AI Article Synopsis

  • The study examines why people in Ghana aren't subscribing to health insurance, using a survey of 312 respondents and the theory of planned behavior.
  • Findings show that positive attitudes, social influences, and perceived control all help increase health insurance subscriptions, highlighting that multiple factors contribute to individual decisions.
  • The results support the theory of planned behavior's effectiveness and suggest ways to improve health insurance uptake, emphasizing the importance of understanding behavioral factors in health policy.

Article Abstract

Though health insurance policies remain critical to eliminating healthcare access barriers, population-wide subscription in Ghana however remains unsatisfactory. Therefore, this study, while employing a questionnaire survey to elicit data (= 312) analyzed via the structural equation modeling technique, investigates individual health insurance subscription underpinnings using the theory of planned behavior. The results of data analysis affirmed attitude, subjective norm and perceived behavior control as positively related to health insurance subscription.
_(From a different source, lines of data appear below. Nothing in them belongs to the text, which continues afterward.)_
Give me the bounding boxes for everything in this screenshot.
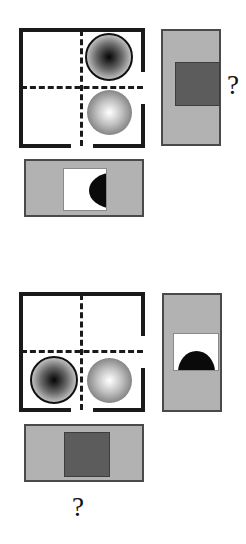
frame-edge-bottom-left xyxy=(19,408,71,412)
frame-edge-bottom-left xyxy=(19,144,71,148)
bracket-frame-top xyxy=(19,28,145,148)
bracket-frame-bottom xyxy=(19,292,145,412)
answer-question-mark-bottom: ? xyxy=(72,494,84,521)
puzzle-canvas: ? xyxy=(0,0,246,544)
sphere-convex xyxy=(87,90,132,135)
dark-square-inset xyxy=(64,432,110,477)
frame-edge-right-lower xyxy=(141,104,145,148)
frame-edge-right-upper xyxy=(141,28,145,72)
dark-square-inset xyxy=(175,62,220,106)
sphere-concave xyxy=(30,356,78,404)
top-analogy-row: ? xyxy=(0,0,246,272)
frame-edge-right-lower xyxy=(141,368,145,412)
frame-edge-bottom-right xyxy=(93,144,145,148)
frame-edge-bottom-right xyxy=(93,408,145,412)
answer-question-mark-top: ? xyxy=(227,72,239,99)
sphere-convex xyxy=(87,358,132,403)
black-half-disc-flat-bottom xyxy=(178,351,215,371)
black-half-disc-flat-right xyxy=(89,173,107,208)
frame-edge-right-upper xyxy=(141,292,145,336)
vertical-gray-panel-top xyxy=(161,29,221,146)
horizontal-gray-panel-bottom xyxy=(24,424,144,482)
dashed-horizontal-axis xyxy=(21,86,143,89)
sphere-concave xyxy=(85,33,133,81)
white-box-with-half-disc xyxy=(63,168,107,211)
bottom-analogy-row: ? xyxy=(0,272,246,544)
white-box-with-half-disc xyxy=(173,333,219,371)
vertical-gray-panel-bottom xyxy=(162,293,222,412)
horizontal-gray-panel-top xyxy=(24,159,144,217)
dashed-horizontal-axis xyxy=(21,350,143,353)
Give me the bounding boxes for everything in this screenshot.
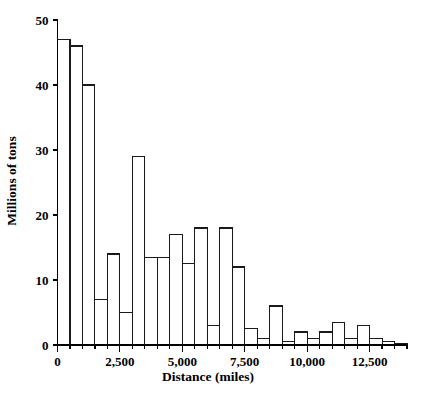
histogram-bar <box>345 339 357 346</box>
y-tick-label: 40 <box>36 78 49 93</box>
histogram-bar <box>307 339 319 346</box>
histogram-bar <box>295 332 307 345</box>
y-axis-title: Millions of tons <box>4 136 19 225</box>
histogram-bar <box>170 235 182 346</box>
x-tick-label: 7,500 <box>230 354 259 369</box>
histogram-chart: 01020304050 02,5005,0007,50010,00012,500… <box>0 0 422 393</box>
y-tick-label: 30 <box>36 143 49 158</box>
histogram-bar <box>232 267 244 345</box>
histogram-bar <box>145 257 157 345</box>
histogram-bar <box>332 322 344 345</box>
histogram-bar <box>95 300 107 346</box>
histogram-bar <box>58 40 70 346</box>
histogram-bar <box>370 339 382 346</box>
histogram-bar <box>320 332 332 345</box>
x-axis-title: Distance (miles) <box>162 369 254 384</box>
y-tick-label: 20 <box>36 208 49 223</box>
histogram-bar <box>220 228 232 345</box>
x-tick-label: 5,000 <box>168 354 197 369</box>
x-tick-label: 0 <box>54 354 61 369</box>
histogram-bar <box>207 326 219 346</box>
histogram-bar <box>270 306 282 345</box>
histogram-bar <box>195 228 207 345</box>
histogram-bar <box>157 257 169 345</box>
histogram-bar <box>107 254 119 345</box>
histogram-bar <box>120 313 132 346</box>
x-tick-label: 2,500 <box>105 354 134 369</box>
y-tick-label: 50 <box>36 13 49 28</box>
histogram-bar <box>257 339 269 346</box>
histogram-bar <box>245 329 257 345</box>
y-tick-label: 10 <box>36 273 49 288</box>
y-tick-label: 0 <box>42 338 49 353</box>
x-tick-label: 12,500 <box>352 354 388 369</box>
histogram-bar <box>182 264 194 345</box>
histogram-bar <box>132 157 144 346</box>
histogram-bar <box>357 326 369 346</box>
histogram-plot-area: 01020304050 02,5005,0007,50010,00012,500… <box>0 0 422 393</box>
histogram-bar <box>70 46 82 345</box>
x-tick-label: 10,000 <box>289 354 325 369</box>
histogram-bar <box>82 85 94 345</box>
Similarly, results further revealed personal norm and descriptive norm as significantly related to intention, testifying to individuals' subscription as not anchored on a single factor, but rather on a confluence of behavior-driven elements. The current study, in addition to affirming the TPB's predictive potency, also enriches health insurance research, and underscores the much often-disregarded behavior constituents as imperative to health policy design and implementation. In view of the study results, implications for augmenting subscription, and suggestions for further research are subsequently delineated.